_What you will do_. Lines from the one holding "reading: 3.5 bar" through the end of the entries, inclusive, form the whole output; reproduce them exactly and omit pictures.
_ _ _
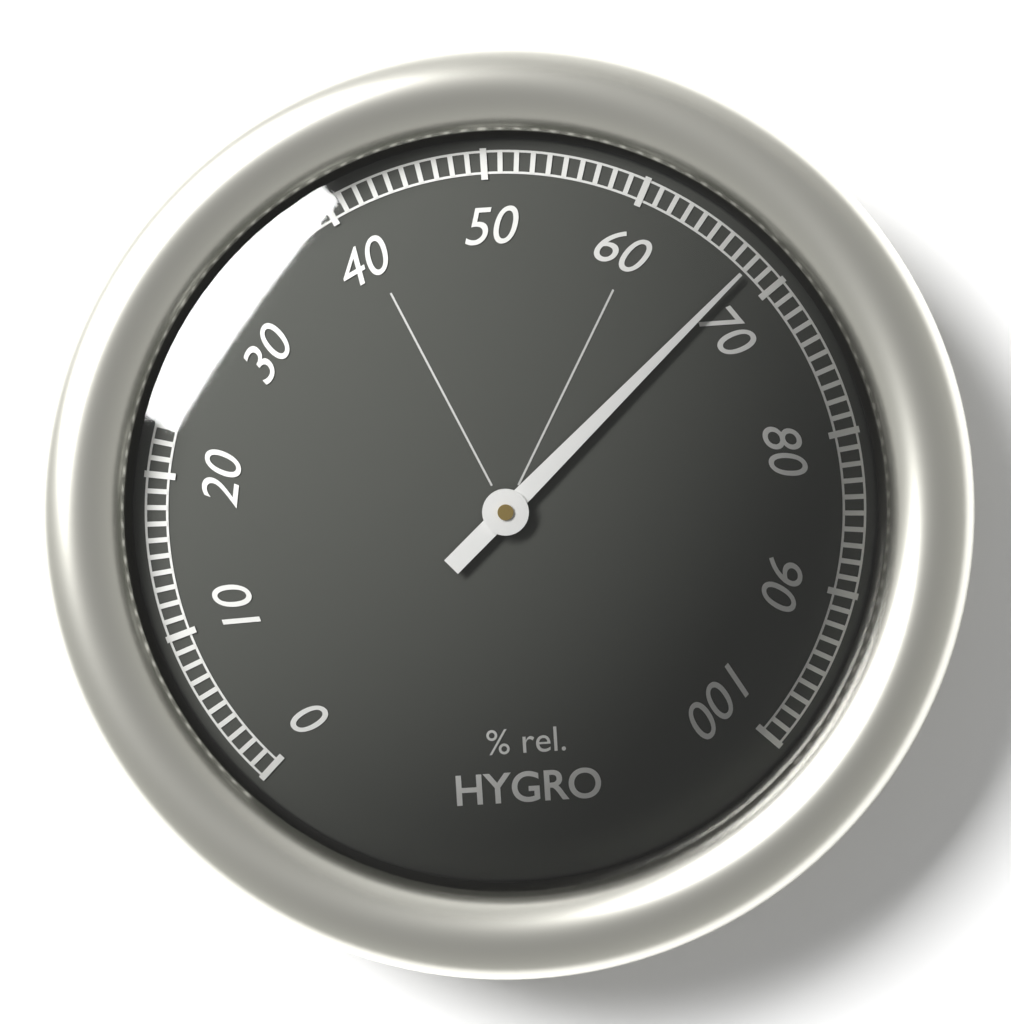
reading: 68 %
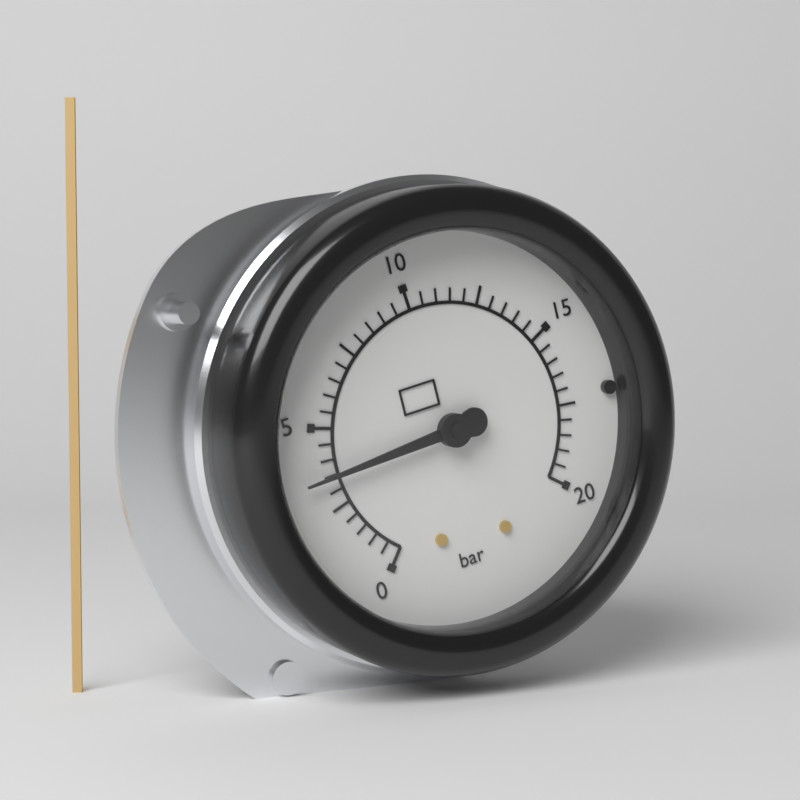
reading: 3.5 bar
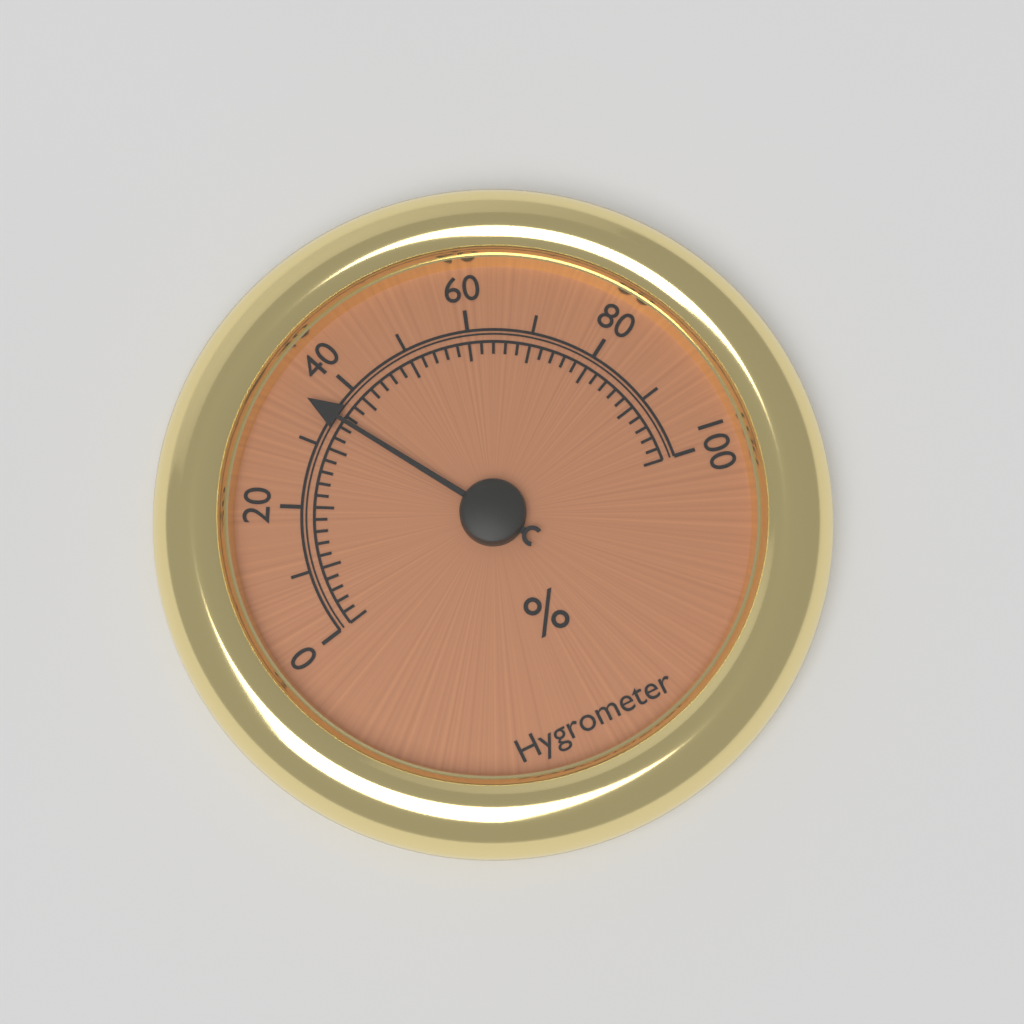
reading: 35 %
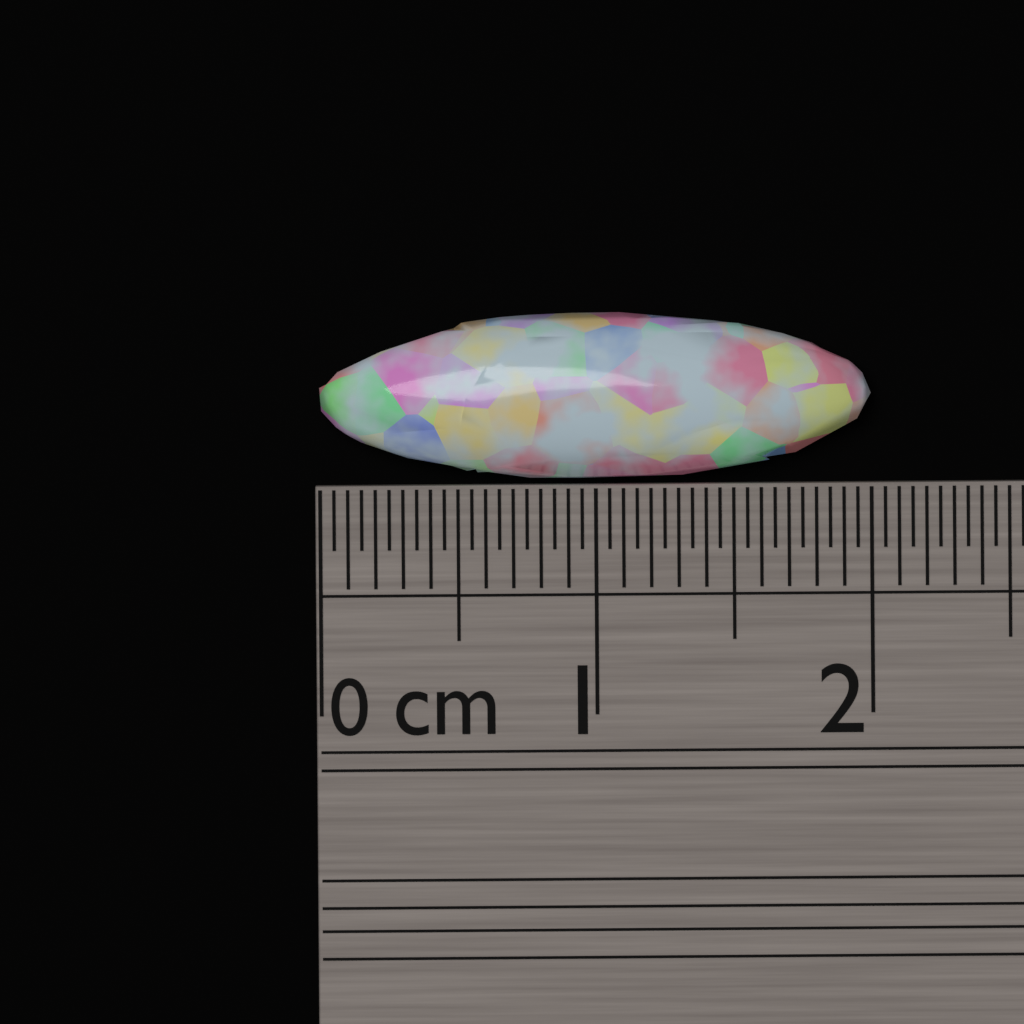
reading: 2.00 cm
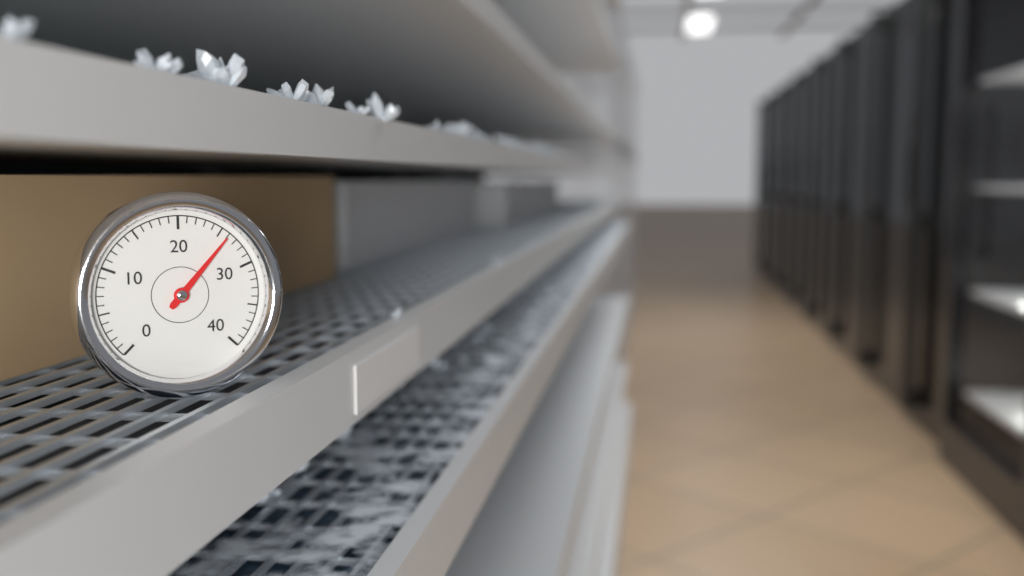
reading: 26 (no unit)
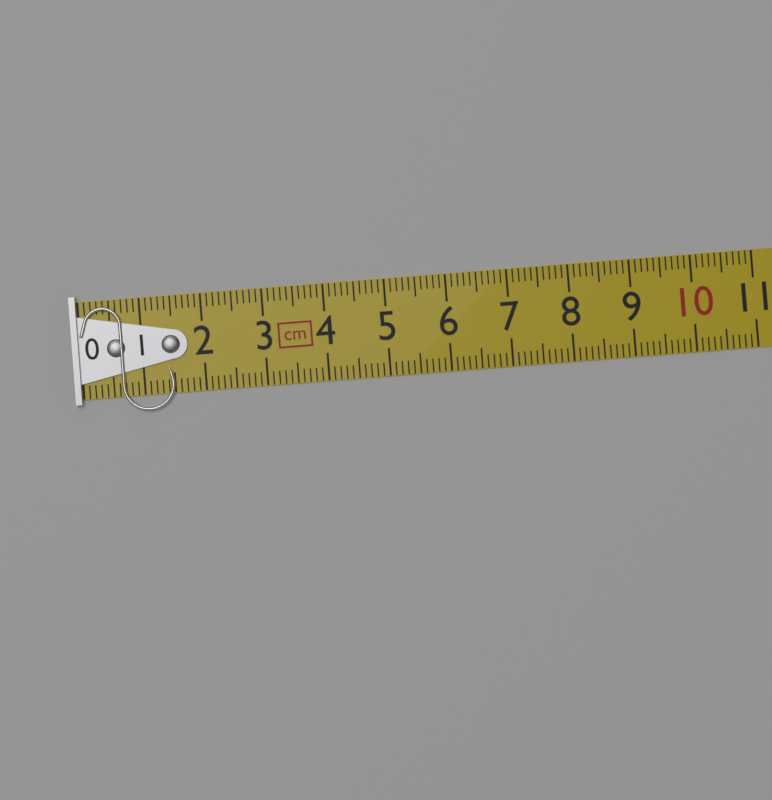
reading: 1.5 cm
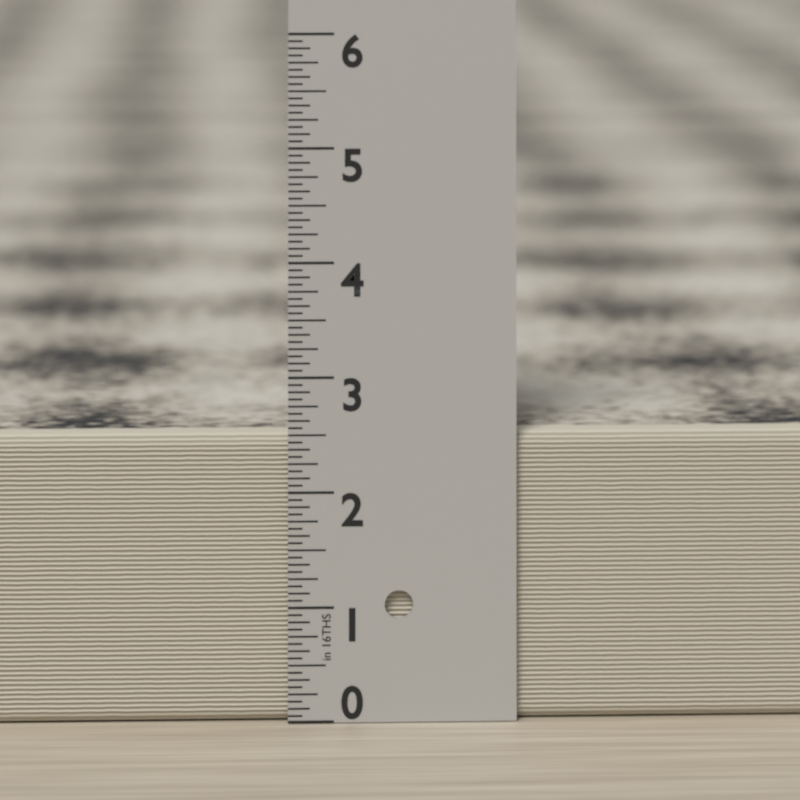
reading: 2.5000 in
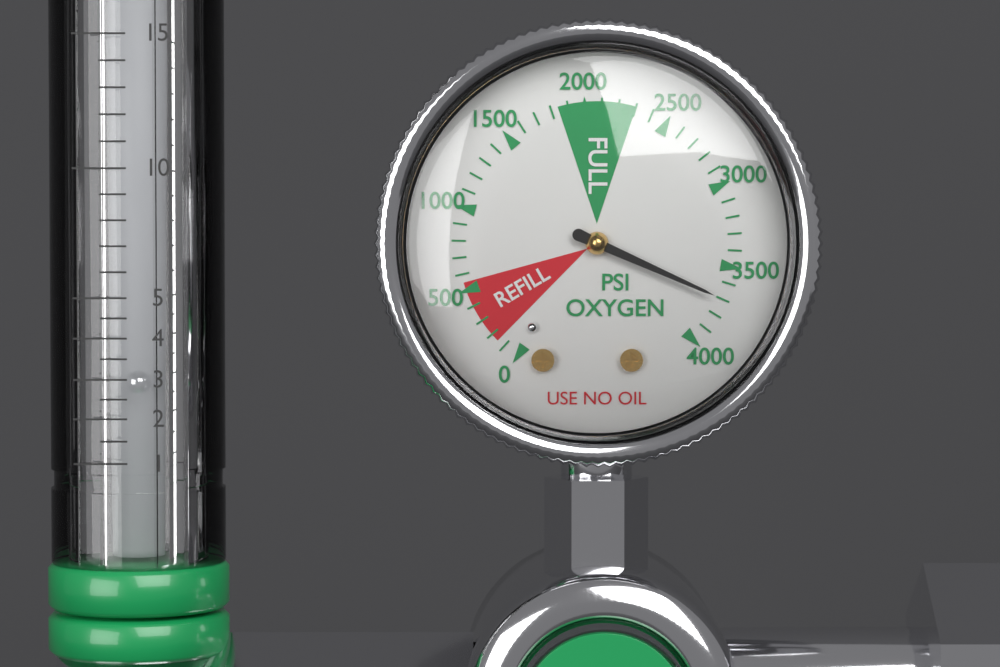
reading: 3700 psi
_ _ _
_Solution for this problem_.
reading: 3.5 bar
reading: 35 %
reading: 2.00 cm
reading: 26 (no unit)
reading: 1.5 cm
reading: 2.5000 in
reading: 3700 psi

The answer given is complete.